Pierre Menard is a fictional (?) character invented by Borges in his relatively famous story "
Pierre Menard, autor del Quijote". In the story, which is, according to some, an indirect essay on translation, Menard is a French scholar who in the course of his life has devoted most of his efforts NOT to translate, modernize or adapt the most famous novel of all time but to literally RE-write it. That is, not to transcribe it but instead to be able to reproduce it word by word and down to the last punctuation mark.
Menard passed away while still in the process of this unprecedented endeavour, having nonetheless been able to complete chapters 9, 38 and a fragment of 22. After him, nobody has dared to undertake such a monumental work. That is, no fictional character. Because a great number of real people are involved in similar projects. Almost all of them are members of what we call the "scientific community".
The task of RE-writing a scientific paper, as meaningless as it may sound, IS the primary goal of a great deal of scientists nowadays. And apart from its obvious dullness it carries some additional significant difficulties.
First of all, lack of originality. This would not be a great problem if the intellectual activity of RE-search was not -so disturbingly often- preceded by the adjective "original". Over-riding this problem is still considered one of the greatest steps a respected RE-searcher needs to take in his career. And it so happens that once he is over the pseudo-guilt imposed by non-originality he is usually mature enough to be eligible for tenure.
Secondly, RE-writing a paper would imply -in a perfect universe- RE-peating the analyses carried out in the prototype. This constitutes a great waste of time, taxpayers' money and human effort on something that has been done already, but is nonetheless necessary if one is to stick to the rules. On a higher level this tedious activity of RE-petition bifurcates into two options. One is RE-peating the analysis to RE-produce the prototype's results. Let's take a pause here...
This would imply that the results of the prototype are RE-producible. And it may sound ironical but in a world of RE-written papers, results tend to be IR-RE-producible...At least most of the times.
But going back to our bifurcation, the second option provides a more or less simple way around the unpleasant problem of results RE-production. This (not-so-secret) option #2 implies, that one needs simply RE-produce the plots and the tables of the prototype bypassing the upsetting process of actually re-producing the data. This may sound displeasing to many of the inexperienced RE-searchers but I can assure them that it is simply their inexperience which drives them away from the real focus. Which -I dare remind them- is RE-writing a given scientific paper. How this is to be done, is a mere technicality.
Reflection and self-questioning is a grave danger to the exciting project of accurate re-production of knowledge. Once RE-writing the paper stops being the ultimate goal, RE-searchers, especially the young and inexperienced ones already mentioned, may easily follow the dangerous paths of skepticism and doubt, which mathematically lead to innovation, unconventional thinking and sudden impulses to explore unknown problems. It is needless to mention here the dire consequences such practices may have on modern science. Young RE-searchers should be particularly careful on this aspect. Nobody has told them that scientific RE-search is something to be taken lightly and one should be extremely cautious when attempting to RE-state once more, theorems, hypotheses and ideas already put forward thousands of times by hundreds of great pioneers of repetition.
But it is only after he has gone through it all, avoiding the upsets of novelty and ingenuity, that someone really grasps the natural joy that can be felt by the RE-production of originality.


Your goal: Give the listing again exactly, skipping any pictures it holds.

Record set:
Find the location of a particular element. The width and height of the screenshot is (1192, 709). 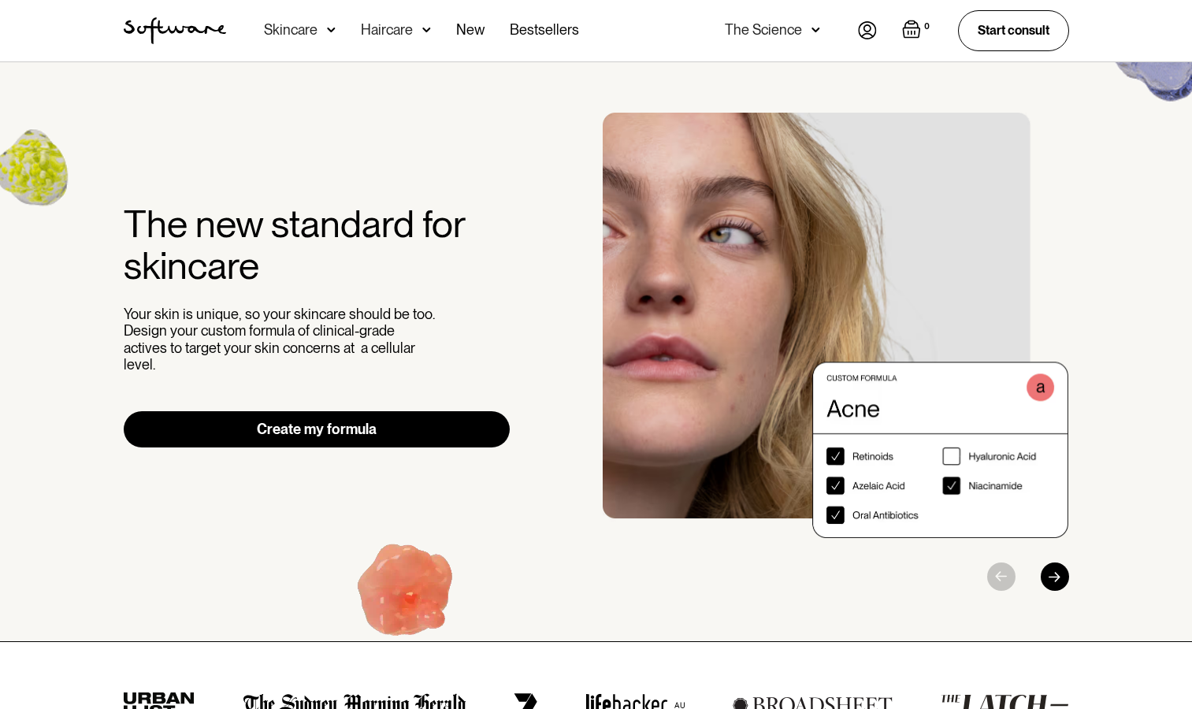

div: 0 is located at coordinates (927, 27).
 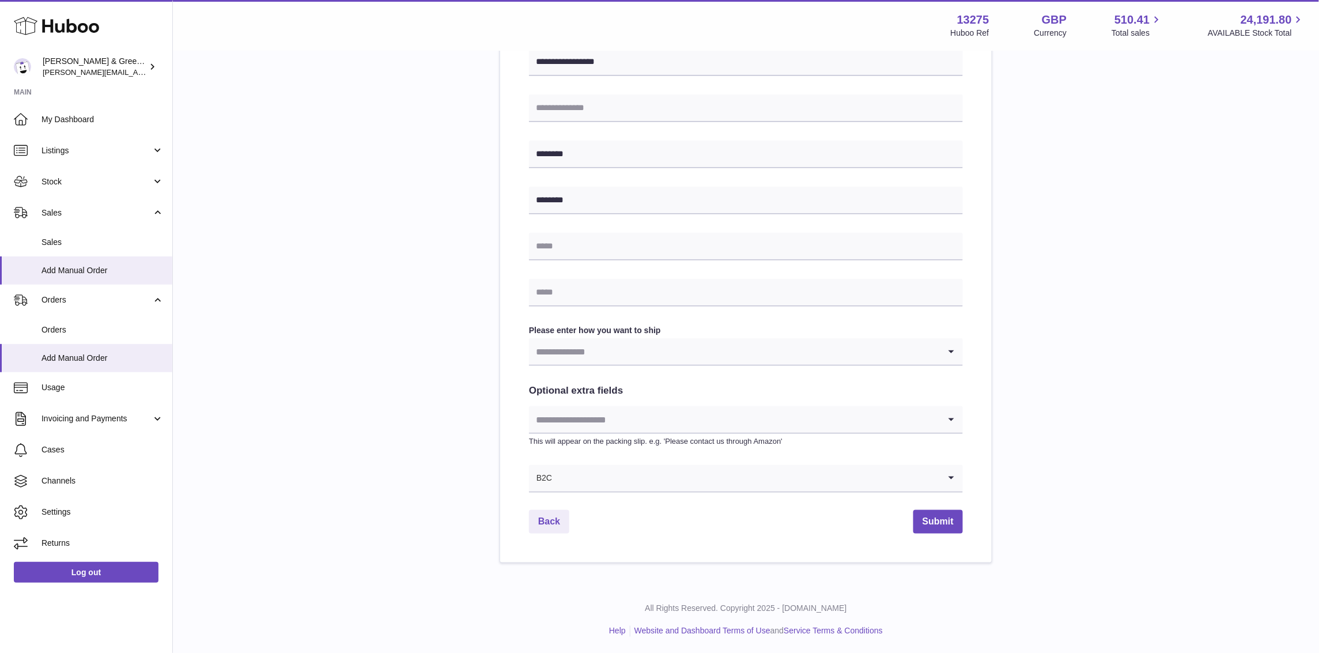 I want to click on div: Currency, so click(x=1050, y=33).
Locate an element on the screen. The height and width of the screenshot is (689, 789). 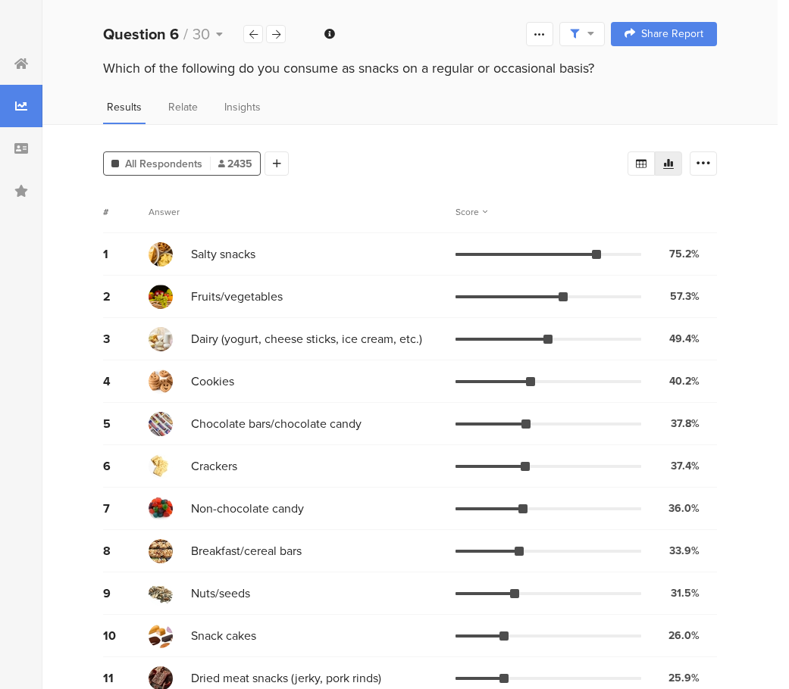
img: d3718dnoaommpf.cloudfront.net%2Fitem%2Fccca465591d2588483bb.jpe is located at coordinates (161, 636).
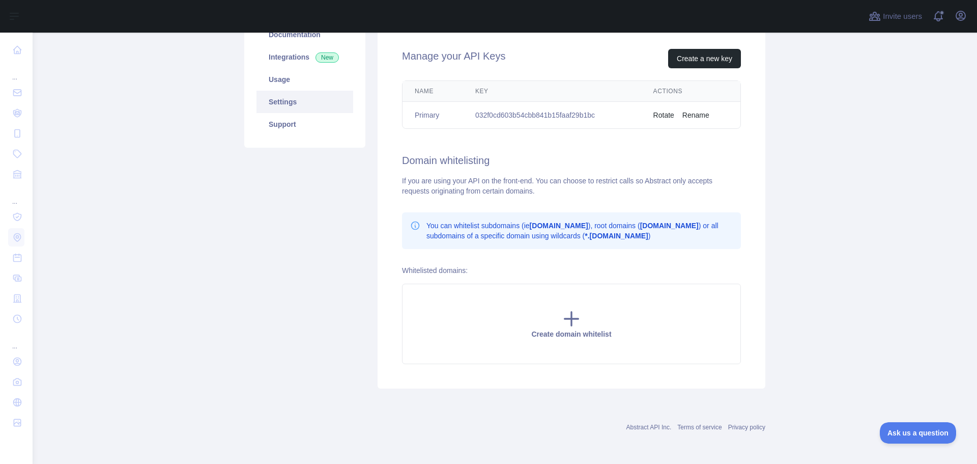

Result of the exercise:
Find the location of a particular element. The width and height of the screenshot is (1192, 709). 

div: 0 is located at coordinates (927, 27).
  I want to click on div: Currency, so click(x=1050, y=33).
Locate an element on the screen. The height and width of the screenshot is (689, 789). 
img: d3718dnoaommpf.cloudfront.net%2Fitem%2Fccca465591d2588483bb.jpe is located at coordinates (161, 636).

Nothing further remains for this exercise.